Chapter 15 review terms:



Freedmen's Bureau
Sharecropping
Crop Lien
Presidential Reconstruction
Black Codes
Radical Republicans
Radical or Congressional Reconstruction
Civil Rights Bill of 1866
Fourteenth Amendment
Reconstruction Acts
Fifteenth Amendment
The relationship between women's rights movement and black civil rights
Carpetbaggers and Scalawags
Liberal Republicans
The Redeemers
The Bargain or Compromise of 1877


Chapter 16: in previous blog post


Chapter 17:


Be able to define Populism
The Farmers' Alliance
The People's Party
The Populist Coalition
The relative success of the Populist Party in 1892
Eugene Debs
The Pullman Strike
Free Silver
Subtreasury Plan
Free Silver
William Jennings Bryan
Henry Grady
Kansas Exodus
understanding clause
grandfather clause
disfranchisement
Plessy v. Ferguson
Lynching (and when it was most prevalent.)
New Nativism
Chinese Exclusion Activities
Booker T. Washington
Tuskegee
Women's Christian Temperance Union
Alfred T. Mahan
William Randolph Hearst
The Maine
San Juan Hill and the celebrity of Teddy Roosevelt
Philippine theater of the Spanish-American War (general context and length)
Anti-Imperialist League


Chapter 18:


Triangle Shirtwaist Company
Muckrakers (who and what)
Changes in immigration in the Progressive Era
Fordism
Frederick Taylor and Scientific Management
Eugene Debs and Socialism
American Federation of Labor
Margaret Sanger
Robert M. LaFollette
Jane Addams and Hull House
Women's Suffrage
Prohibition
Maternalist reform
Food and Drug Act
Yellowstone and what it meant.
Sherman Antitrust Act
The New Freedom

Monday, September 21, 2009

Why Were the Progressives Like Velveeta Cheese?

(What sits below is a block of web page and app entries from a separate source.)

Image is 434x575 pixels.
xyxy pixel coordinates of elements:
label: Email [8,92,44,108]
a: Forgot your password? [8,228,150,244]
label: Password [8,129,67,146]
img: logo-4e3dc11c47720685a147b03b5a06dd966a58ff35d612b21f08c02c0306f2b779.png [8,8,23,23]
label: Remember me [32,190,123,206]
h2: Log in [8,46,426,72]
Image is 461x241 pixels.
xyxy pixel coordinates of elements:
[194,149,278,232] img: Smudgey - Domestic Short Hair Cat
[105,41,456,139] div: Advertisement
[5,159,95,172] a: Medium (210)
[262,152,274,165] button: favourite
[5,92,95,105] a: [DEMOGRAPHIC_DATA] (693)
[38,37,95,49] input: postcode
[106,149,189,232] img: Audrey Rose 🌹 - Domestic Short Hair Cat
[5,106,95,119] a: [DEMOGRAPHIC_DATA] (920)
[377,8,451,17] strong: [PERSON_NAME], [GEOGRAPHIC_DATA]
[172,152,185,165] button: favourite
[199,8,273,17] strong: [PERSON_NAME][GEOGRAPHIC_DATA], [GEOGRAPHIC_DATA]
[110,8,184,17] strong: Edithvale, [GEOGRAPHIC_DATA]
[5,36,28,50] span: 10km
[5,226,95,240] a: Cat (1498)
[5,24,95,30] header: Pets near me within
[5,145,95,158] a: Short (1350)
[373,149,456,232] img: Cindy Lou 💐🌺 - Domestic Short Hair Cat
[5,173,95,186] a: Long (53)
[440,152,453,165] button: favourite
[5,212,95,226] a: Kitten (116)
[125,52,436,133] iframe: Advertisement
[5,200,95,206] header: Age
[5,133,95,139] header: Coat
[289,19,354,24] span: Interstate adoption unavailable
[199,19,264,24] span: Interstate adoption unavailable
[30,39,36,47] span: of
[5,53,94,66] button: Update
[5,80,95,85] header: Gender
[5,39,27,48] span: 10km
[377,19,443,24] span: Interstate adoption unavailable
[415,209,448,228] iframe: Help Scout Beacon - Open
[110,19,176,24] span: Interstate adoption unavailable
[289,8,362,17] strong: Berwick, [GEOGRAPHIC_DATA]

A 1974 Kraft Cheese Commercial (though not what inspired the title of this lecture!)

This, however, was the commercial that inspired the title:



There's no single cheese like Velveeta? What Kraft is trying to say is even they aren't sure what it contains, because it contains so many contradictory things that we don't really want to discuss!

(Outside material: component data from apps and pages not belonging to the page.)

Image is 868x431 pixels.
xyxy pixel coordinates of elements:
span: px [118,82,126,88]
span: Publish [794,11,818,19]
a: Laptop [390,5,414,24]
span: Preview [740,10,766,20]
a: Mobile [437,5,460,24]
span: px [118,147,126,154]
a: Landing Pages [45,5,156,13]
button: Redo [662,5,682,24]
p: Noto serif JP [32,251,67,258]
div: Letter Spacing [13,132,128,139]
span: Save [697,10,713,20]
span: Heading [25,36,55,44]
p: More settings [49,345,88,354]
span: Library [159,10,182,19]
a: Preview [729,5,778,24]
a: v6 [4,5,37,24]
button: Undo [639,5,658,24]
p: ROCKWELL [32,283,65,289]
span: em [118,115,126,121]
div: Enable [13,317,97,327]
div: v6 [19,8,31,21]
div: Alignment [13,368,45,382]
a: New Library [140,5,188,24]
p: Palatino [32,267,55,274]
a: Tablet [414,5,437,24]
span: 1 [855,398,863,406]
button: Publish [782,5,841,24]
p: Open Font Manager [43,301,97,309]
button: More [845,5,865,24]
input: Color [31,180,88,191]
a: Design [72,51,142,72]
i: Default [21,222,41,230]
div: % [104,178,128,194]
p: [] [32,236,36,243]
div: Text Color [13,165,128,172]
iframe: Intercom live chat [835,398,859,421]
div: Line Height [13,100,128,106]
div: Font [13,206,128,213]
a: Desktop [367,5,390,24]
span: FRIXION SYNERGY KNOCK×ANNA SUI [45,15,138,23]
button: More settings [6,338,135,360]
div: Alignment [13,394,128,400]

The Progressives are a little like Velveeta Cheese because we tend to lump a lot of different campaigns for social change together under the banner of "Progressivism" yet many of these campaigns had vastly different aims and inspirations.

As you have read in your textbook, the Progressives included well meaning upper middle-class white women like Jane Addams who starts Hull House in an effort to make life better for immigrant women who have not yet discovered the joys of living like middle class white women.  Another "Progressive" impulse led another group of middle-class white women into Appalachia where they taught southern mountain folk the value of baking powder and flour biscuits in an attempt to lead them away from the backward practice of baking cornbread!

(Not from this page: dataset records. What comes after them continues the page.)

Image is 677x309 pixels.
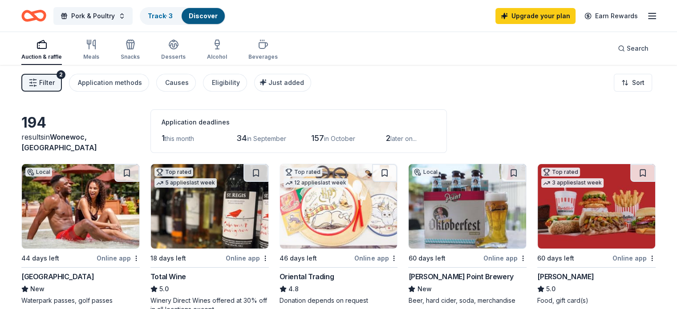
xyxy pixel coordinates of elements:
[537,253,574,264] div: 60 days left
[156,74,196,92] button: Causes
[150,271,186,282] div: Total Wine
[207,53,227,61] div: Alcohol
[69,74,149,92] button: Application methods
[248,53,278,61] div: Beverages
[22,164,139,249] img: Image for Chula Vista Resort
[254,74,311,92] button: Just added
[354,253,397,264] div: Online app
[283,168,322,177] div: Top rated
[207,36,227,65] button: Alcohol
[25,168,52,177] div: Local
[408,253,445,264] div: 60 days left
[268,79,304,86] span: Just added
[483,253,526,264] div: Online app
[247,135,286,142] span: in September
[537,164,655,305] a: Image for Portillo'sTop rated3 applieslast week60 days leftOnline app[PERSON_NAME]5.0Food, gift c...
[21,5,46,26] a: Home
[21,36,62,65] button: Auction & raffle
[21,253,59,264] div: 44 days left
[154,178,217,188] div: 5 applies last week
[21,164,140,305] a: Image for Chula Vista ResortLocal44 days leftOnline app[GEOGRAPHIC_DATA]NewWaterpark passes, golf...
[21,133,97,152] span: Wonewoc, [GEOGRAPHIC_DATA]
[541,168,580,177] div: Top rated
[390,135,416,142] span: later on...
[21,133,97,152] span: in
[150,253,186,264] div: 18 days left
[546,284,555,295] span: 5.0
[189,12,218,20] a: Discover
[579,8,643,24] a: Earn Rewards
[148,12,173,20] a: Track· 3
[226,253,269,264] div: Online app
[21,114,140,132] div: 194
[154,168,193,177] div: Top rated
[408,271,513,282] div: [PERSON_NAME] Point Brewery
[386,133,390,143] span: 2
[21,53,62,61] div: Auction & raffle
[121,53,140,61] div: Snacks
[412,168,439,177] div: Local
[161,53,186,61] div: Desserts
[614,74,652,92] button: Sort
[541,178,603,188] div: 3 applies last week
[30,284,44,295] span: New
[165,77,189,88] div: Causes
[612,253,655,264] div: Online app
[537,271,594,282] div: [PERSON_NAME]
[408,164,526,305] a: Image for Stevens Point BreweryLocal60 days leftOnline app[PERSON_NAME] Point BreweryNewBeer, har...
[236,133,247,143] span: 34
[417,284,431,295] span: New
[21,271,94,282] div: [GEOGRAPHIC_DATA]
[97,253,140,264] div: Online app
[537,296,655,305] div: Food, gift card(s)
[627,43,648,54] span: Search
[162,133,165,143] span: 1
[408,296,526,305] div: Beer, hard cider, soda, merchandise
[279,271,334,282] div: Oriental Trading
[280,164,397,249] img: Image for Oriental Trading
[632,77,644,88] span: Sort
[83,53,99,61] div: Meals
[21,296,140,305] div: Waterpark passes, golf passes
[538,164,655,249] img: Image for Portillo's
[121,36,140,65] button: Snacks
[71,11,115,21] span: Pork & Poultry
[83,36,99,65] button: Meals
[151,164,268,249] img: Image for Total Wine
[279,164,398,305] a: Image for Oriental TradingTop rated12 applieslast week46 days leftOnline appOriental Trading4.8Do...
[203,74,247,92] button: Eligibility
[21,132,140,153] div: results
[283,178,348,188] div: 12 applies last week
[140,7,226,25] button: Track· 3Discover
[165,135,194,142] span: this month
[408,164,526,249] img: Image for Stevens Point Brewery
[162,117,436,128] div: Application deadlines
[279,253,317,264] div: 46 days left
[57,70,65,79] div: 2
[288,284,299,295] span: 4.8
[53,7,133,25] button: Pork & Poultry
[159,284,169,295] span: 5.0
[495,8,575,24] a: Upgrade your plan
[212,77,240,88] div: Eligibility
[78,77,142,88] div: Application methods
[21,74,62,92] button: Filter2
[311,133,324,143] span: 157
[161,36,186,65] button: Desserts
[610,40,655,57] button: Search
[39,77,55,88] span: Filter
[324,135,355,142] span: in October
[279,296,398,305] div: Donation depends on request
[248,36,278,65] button: Beverages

The Progressive impulse is an important one, and we will discuss it in great detail. As a political movement the Progressives were not only incredibly successful, passing FOUR amendments to the Constitution of the United States, their ideas remain current - perhaps more current than we would like to admit.

Here are some links to help us discuss Progressivism:

A discussion of the Corbett-Sullivan fight (that took place right here in New Orleans!) Why were the Marquis of Queensbury rules for boxing a Progressive idea, even though they were incorporated in 1892, before the main of the "Progressive Era?" Can we justifiably define the Progressive Era in chronological terms? If not, how should we define it?

As this advertisement humorously indicates, people began worrying more about health and fitness in the Progressive Era. Imagine if all products were as effective as "Rondo" promises!



Lastly, when we consider "ballot reform," prohibition, and eugenics, we should be careful of Progressives  bearing gifts. Consider Oliver Wendell Holmes, Jr.'s opinion in Buck vs. Bell . Ruled in 1924, like the Corbett-Sullivan fight, it takes place outside of what we consider the "Progressive Era." Why is this important when considering the legacy of the Progressives? What might we consider Progressive impulses in our society today?

Ragtime




Based on the E.L. Doctorow novel by the same name,  Ragtime won an Academy Award for best picture in 1981. Outside of the academic reasons that we are watching the film, this movie is quite enjoyable on many counts. It has a fantastic score composed by Randy Newman. It contains some of Hollywood's more recognizable actors like James Cagney toward the end of his career and a young Samuel L. Jackson and Jeff Daniels before their acting careers had really taken off. Plus it delivers a compelling story.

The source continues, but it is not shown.